Patrick J. Kennedy is the nation’s leading political voice on mental illness, addiction, and other brain diseases. While representing Rhode Island in Congress, he fought a national battle to end medical and societal discrimination against these illnesses. Since leaving Congress to devote himself to brain advocacy, he founded The Kennedy Forum, which provides leadership in the mental health community, and co-founded One Mind, a global leader in open science. He co-authored A Common Struggle, which outlines both his personal story and a bold plan for mental health in America. Patrick most currently served on the President’s Commission on Combating Drug Addiction and the Opioid Crisis. He lives in New Jersey with his wife, Amy, and their four children.

Greg Montgomery, Jr

All-Pro NFL punter Greg Montgomery’s journey with bipolar disorder began in 1997 while playing with the Baltimore Ravens. Ultimately, his journey towards recovery has been a positive and successful one. Now almost 14 years after his diagnosis, Greg is a successful punting consultant and powerful advocate in the field of mental health. He recognizes that help is desperately needed for the millions living with mental illness and is making a difference by speaking out. Greg’s personal story is featured in the feature, Madness in the NFL: The Greg Montgomery Story, produced by NFL Films. Through his blog, Zen In The Art of Living Bipolar, Greg openly shares his experiences of anxiety, depression, and bipolar disorder with educational, honest, and engaging content.

Linda Gray Sexton

Linda Gray Sexton is the author of two memoirs, two books of non-fiction, and four novels, as well as being the literary executor of her mother, the late Pulitzer-Prize winning poet, Anne Sexton. Searching for Mercy Street: My Journey Back to My Mother, Anne Sexton, her first memoir, was published to critical acclaim and named a New York Times Notable Book, as well as being a Pen Non-Fiction Award Finalist. She is the author of Points of Light, a novel that was made into a Hallmark Hall of Fame special and translated into thirteen languages. In whatever genre she chooses, she writes about the family, its secrets, and its intimacies. She graduated from Harvard University and lives in California with her husband and two Dalmatians.

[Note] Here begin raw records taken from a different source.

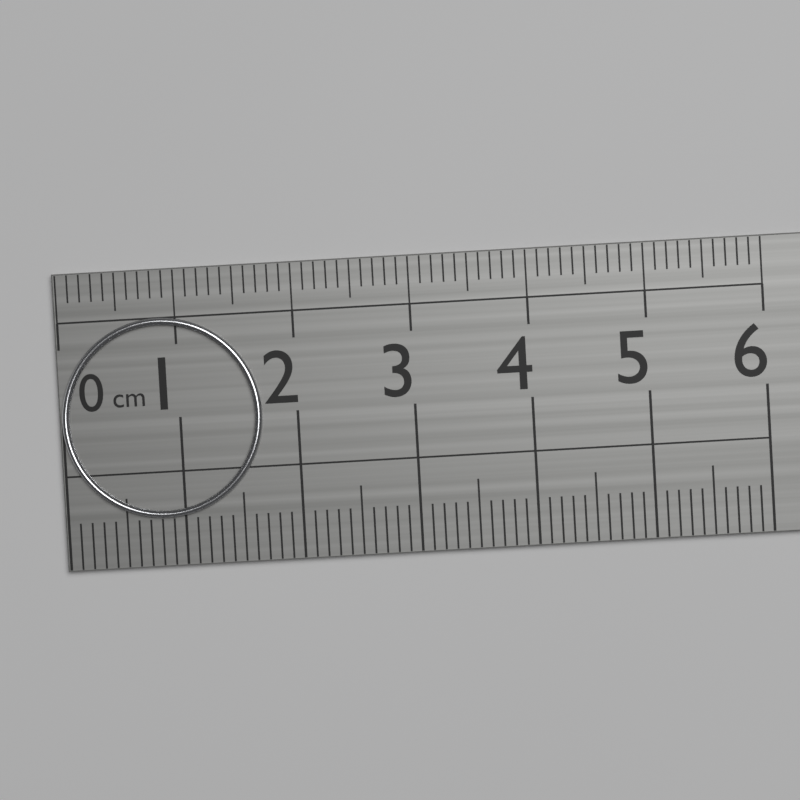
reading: 1.7 cm
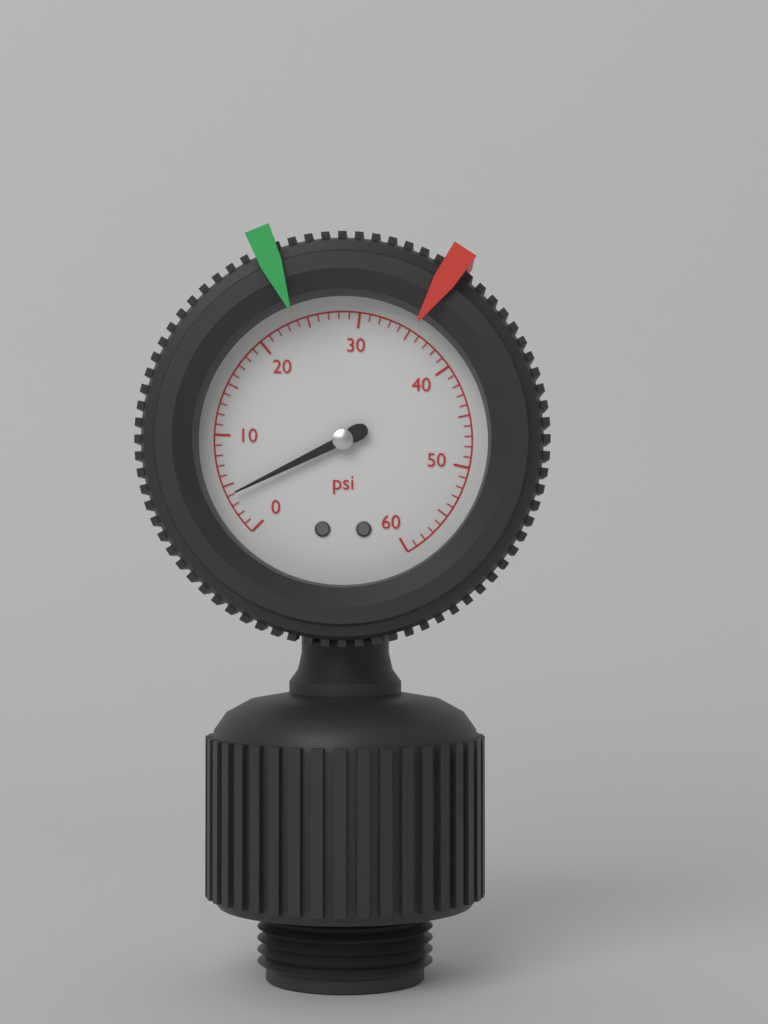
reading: 4 psi
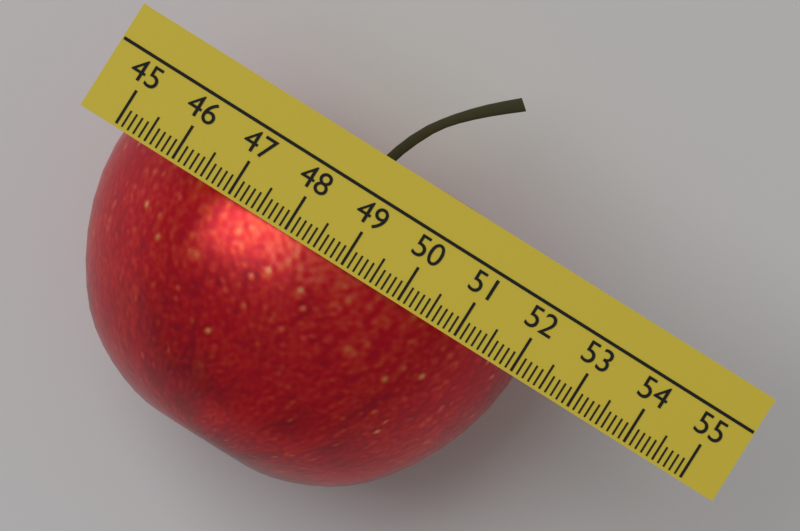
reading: 52.1 (no unit)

Her current memoir, Half in Love: Surviving the Legacy of Suicide, is a very personal account of her struggle with depression, bipolar disorder, and the tendency to suicide, which she inherited like a legacy from her mother, who killed herself when Sexton was twenty-one. When Sexton turned forty-five, the same age at which her mother had died, she found herself increasingly drawn into the vortex of depression that appeared to have just one way out. Through the help of family, therapy, and medication, she curbed the cycle of suicide that she once seemed destined to inherit. Half in Love is that story.

Andrew Solomon

Andrew Solomon’s book, The Noonday Demon: An Atlas of Depression, has won him fourteen national awards, including the 2001 National Book Award, and has been published in 22 languages. It was also a finalist for the Pulitzer Prize. It has been on the New York Times best seller list in both hardback and paperback and has been a best seller in seven foreign countries. Mr. Solomon has lectured on depression around the world. He serves on the boards of the National Mental Health Awareness Campaign and the Depression Center of the University of Michigan, as well as Cold Spring Harbor Laboratory, the Alliance for the Arts, the Alex Fund, the American Council for Cultural Policy, the Worcester Foundation for Medical Research, the Rita Fund, the Larry Kramer Initiative for Gay and Lesbian Studies at Yale University, and the World Monuments Fund.